On May 3, 1968, students at Paris's Sorbonne University stage a large demonstration calling for more rights and an end to the conflict in Vietnam. Several hundred students were arrested and dozens were injured. By the end of the month, millions of workers were on strike, and France seemed to be on the brink of radical leftist revolution.
After the Algerian crisis of the 1950s, France entered a period of stability in the 1960s. The French empire was abolished, the economy improved, and President Charles de Gaulle was a popular ruler. Discontent lay just beneath the surface, however, especially among young students, who were critical of France’s outdated university system and the scarcity of employment opportunity for university graduates.
In the aftermath of the Sorbonne incident, courses at the university were suspended, and students took to the streets of the Latin Quarter (the university district of Paris) to continue their protests. On May 6, battles between the police and students in the Latin Quarter led to hundreds of injuries. On the night of May 10, students set up barricades and rioted in the Latin Quarter. Nearly 400 people were hospitalized, more than half of them police. Leftist students began calling for radical economic and political change in France, and union leaders planned strikes in support of the students. In an effort to defuse the crisis by returning the students to school, Prime Minister Georges Pompidou announced that the Sorbonne would be reopened on May 13.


### Exercise prompt:
Repeat exactly, and only, the lines from the line bearing "This screenshot has width=1517, height=728." through the end of the material. Do not copy the pictures.

%%

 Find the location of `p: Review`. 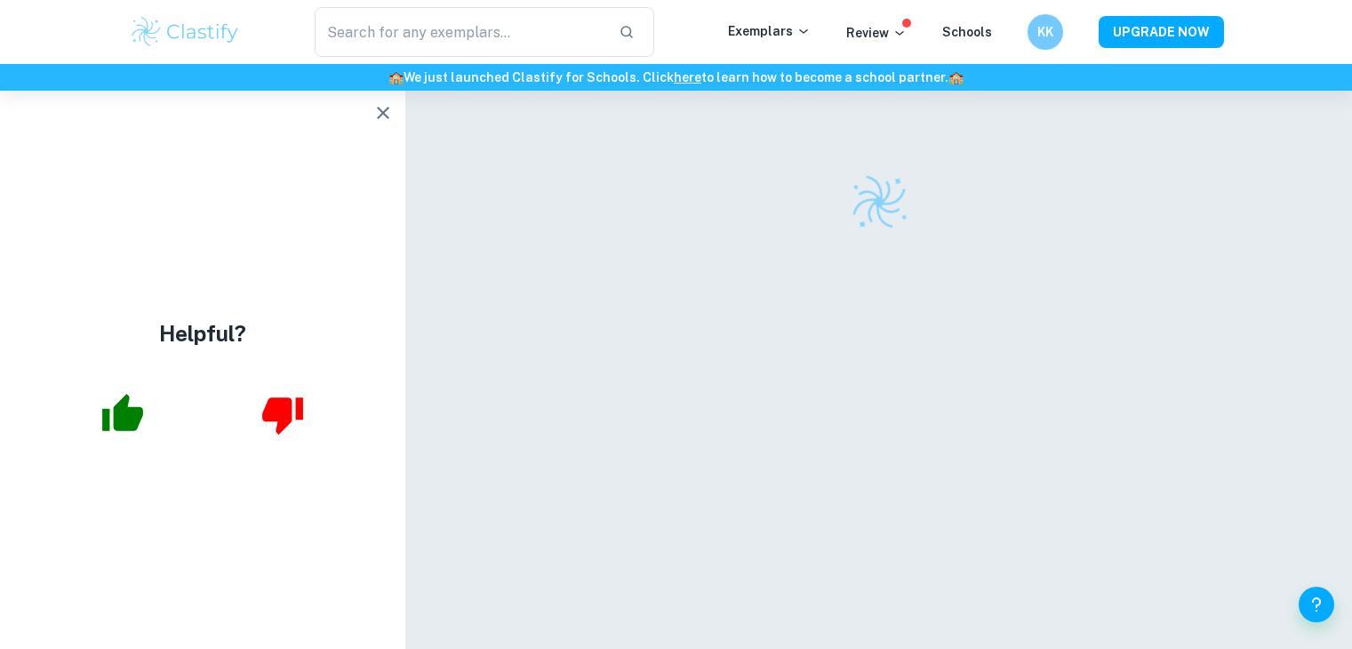

p: Review is located at coordinates (876, 33).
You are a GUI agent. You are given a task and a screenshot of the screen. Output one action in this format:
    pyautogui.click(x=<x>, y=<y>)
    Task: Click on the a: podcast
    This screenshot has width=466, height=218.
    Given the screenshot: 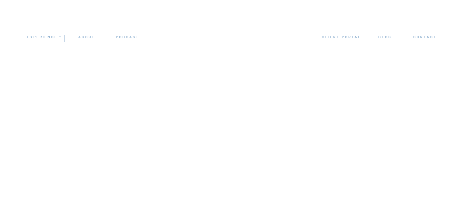 What is the action you would take?
    pyautogui.click(x=127, y=37)
    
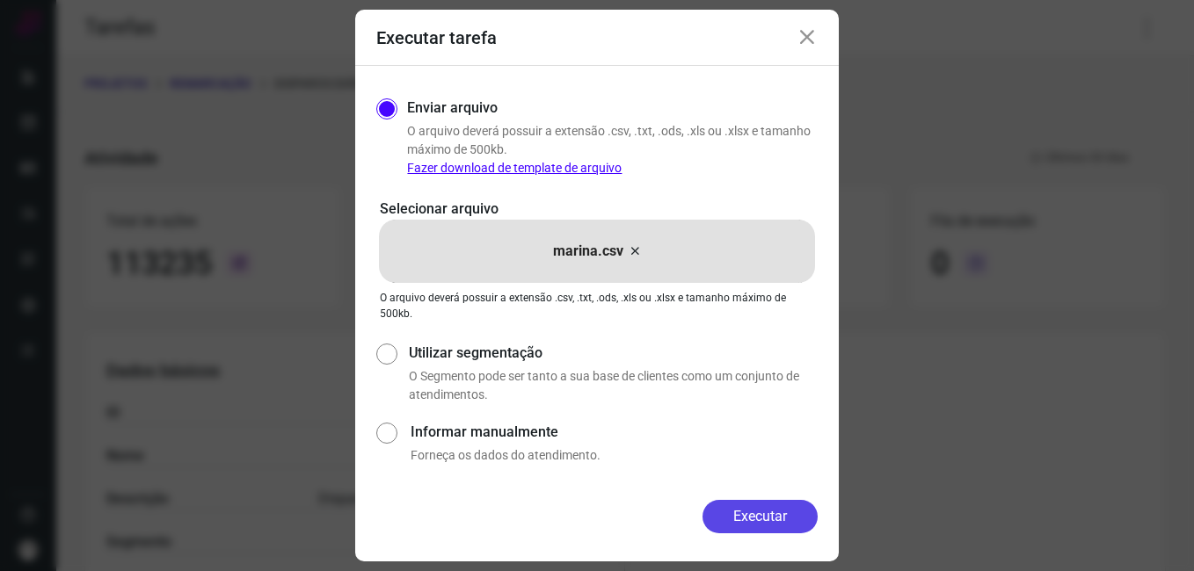 The image size is (1194, 571). What do you see at coordinates (613, 432) in the screenshot?
I see `label: Informar manualmente` at bounding box center [613, 432].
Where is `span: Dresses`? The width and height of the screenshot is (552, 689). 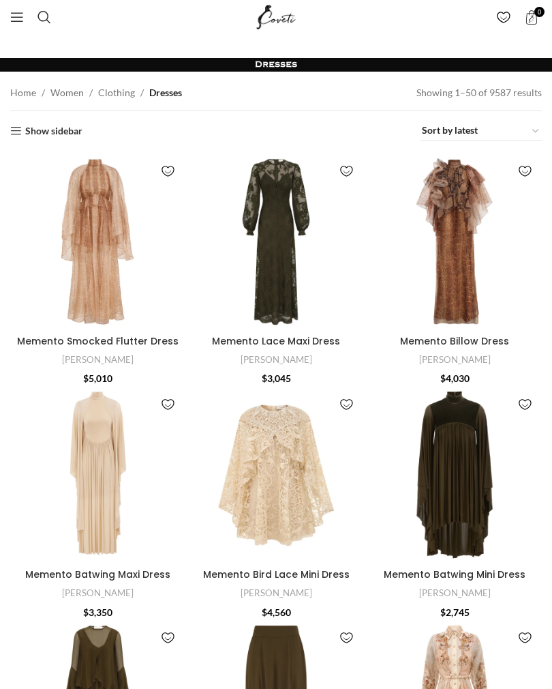 span: Dresses is located at coordinates (166, 93).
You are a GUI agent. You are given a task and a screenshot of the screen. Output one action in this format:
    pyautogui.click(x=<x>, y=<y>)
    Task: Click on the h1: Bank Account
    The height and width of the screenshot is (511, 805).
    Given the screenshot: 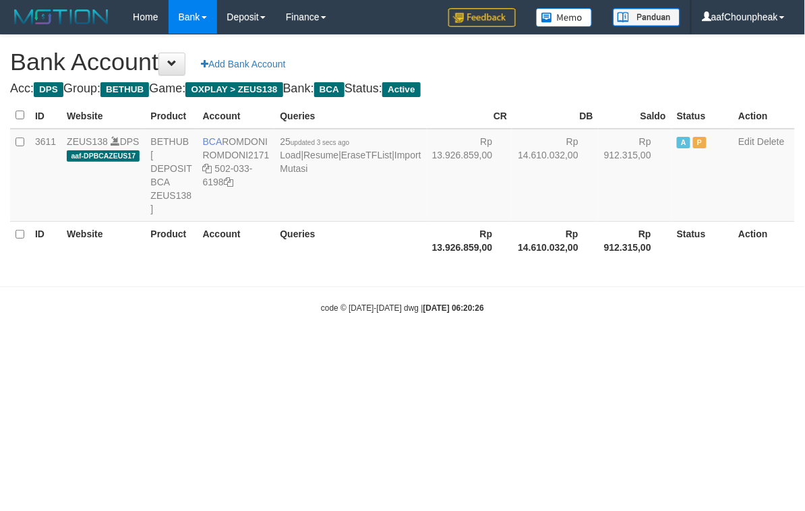 What is the action you would take?
    pyautogui.click(x=403, y=62)
    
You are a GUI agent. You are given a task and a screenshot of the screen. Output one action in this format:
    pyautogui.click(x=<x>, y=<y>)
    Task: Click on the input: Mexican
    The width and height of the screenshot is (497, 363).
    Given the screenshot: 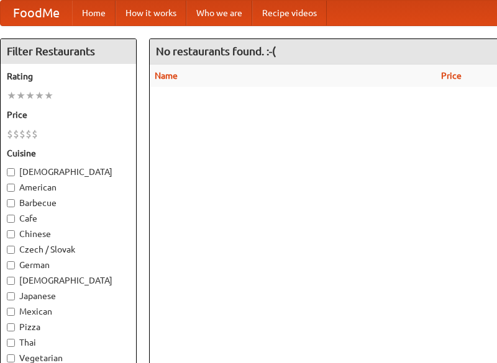 What is the action you would take?
    pyautogui.click(x=11, y=312)
    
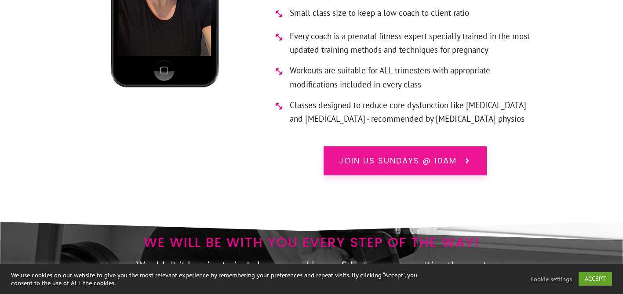  I want to click on span: Workouts are suitable for ALL trimesters with appropriate modifications included in every class, so click(415, 77).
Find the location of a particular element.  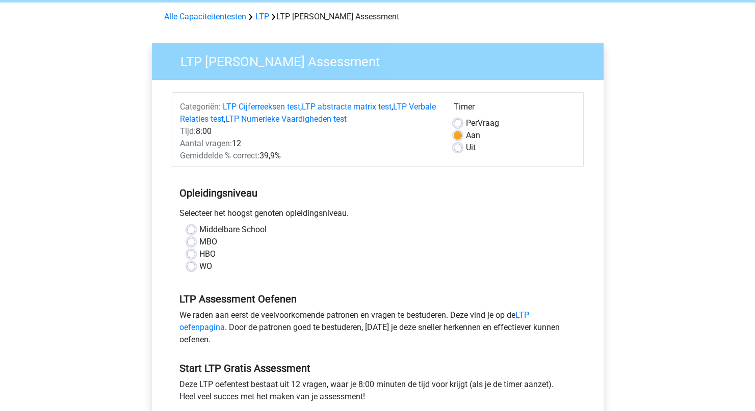

div: Selecteer het hoogst genoten opleidingsniveau. is located at coordinates (378, 216).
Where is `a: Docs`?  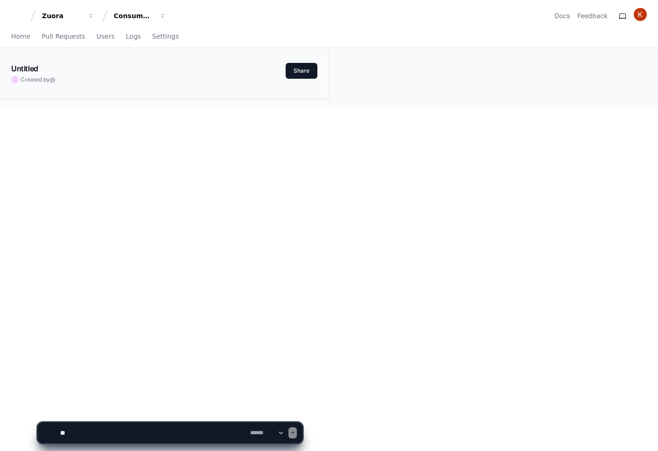 a: Docs is located at coordinates (562, 16).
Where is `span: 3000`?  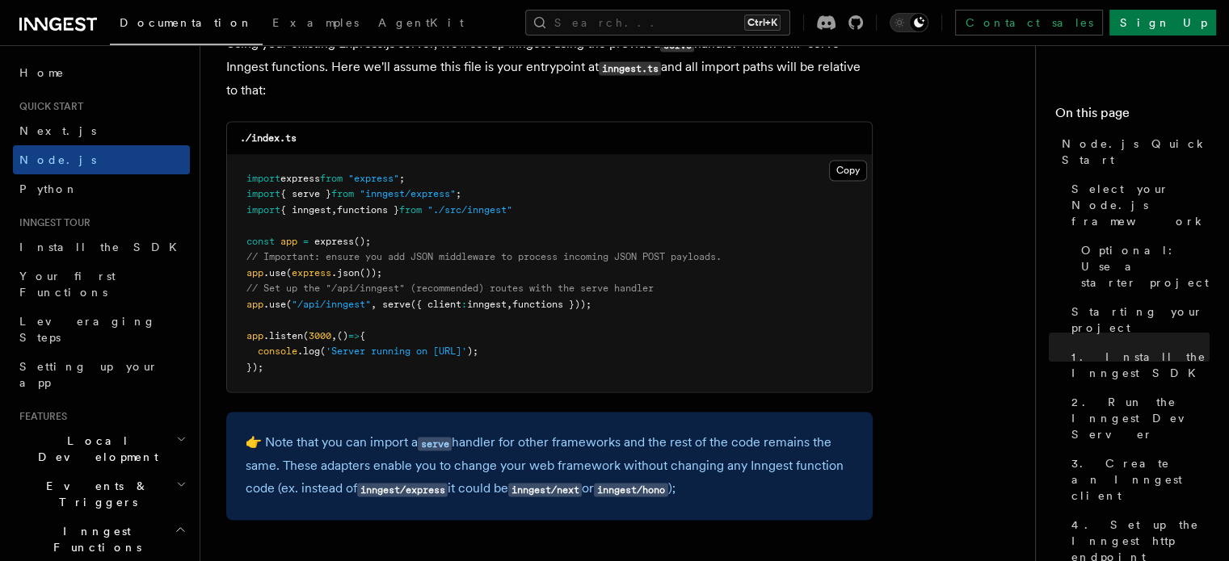
span: 3000 is located at coordinates (320, 336).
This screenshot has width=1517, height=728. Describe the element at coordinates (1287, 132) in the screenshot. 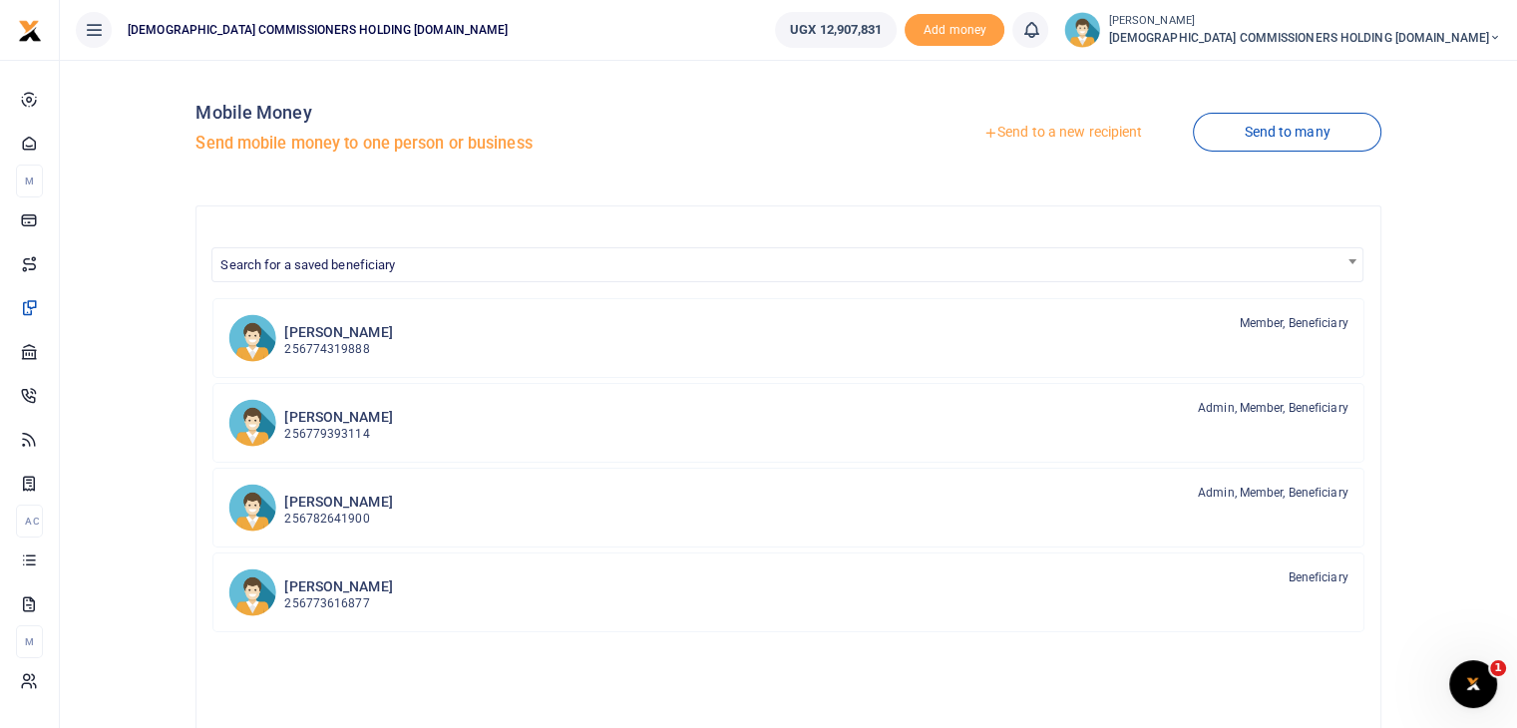

I see `a: Send to many` at that location.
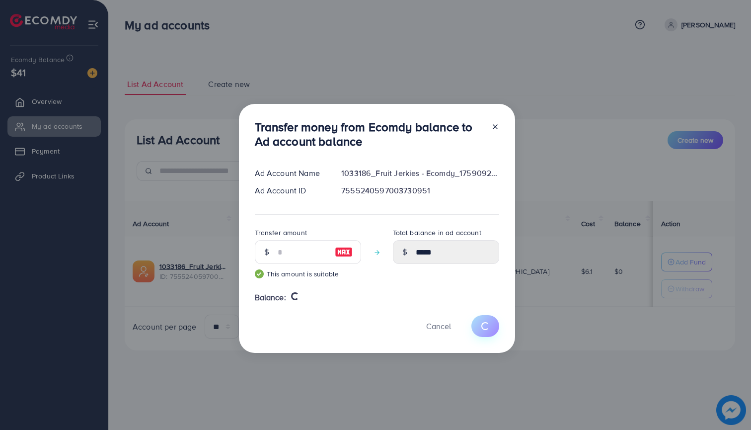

%%

### Solution for this task:
This screenshot has width=1517, height=728. Describe the element at coordinates (1287, 132) in the screenshot. 

I see `a: Send to many` at that location.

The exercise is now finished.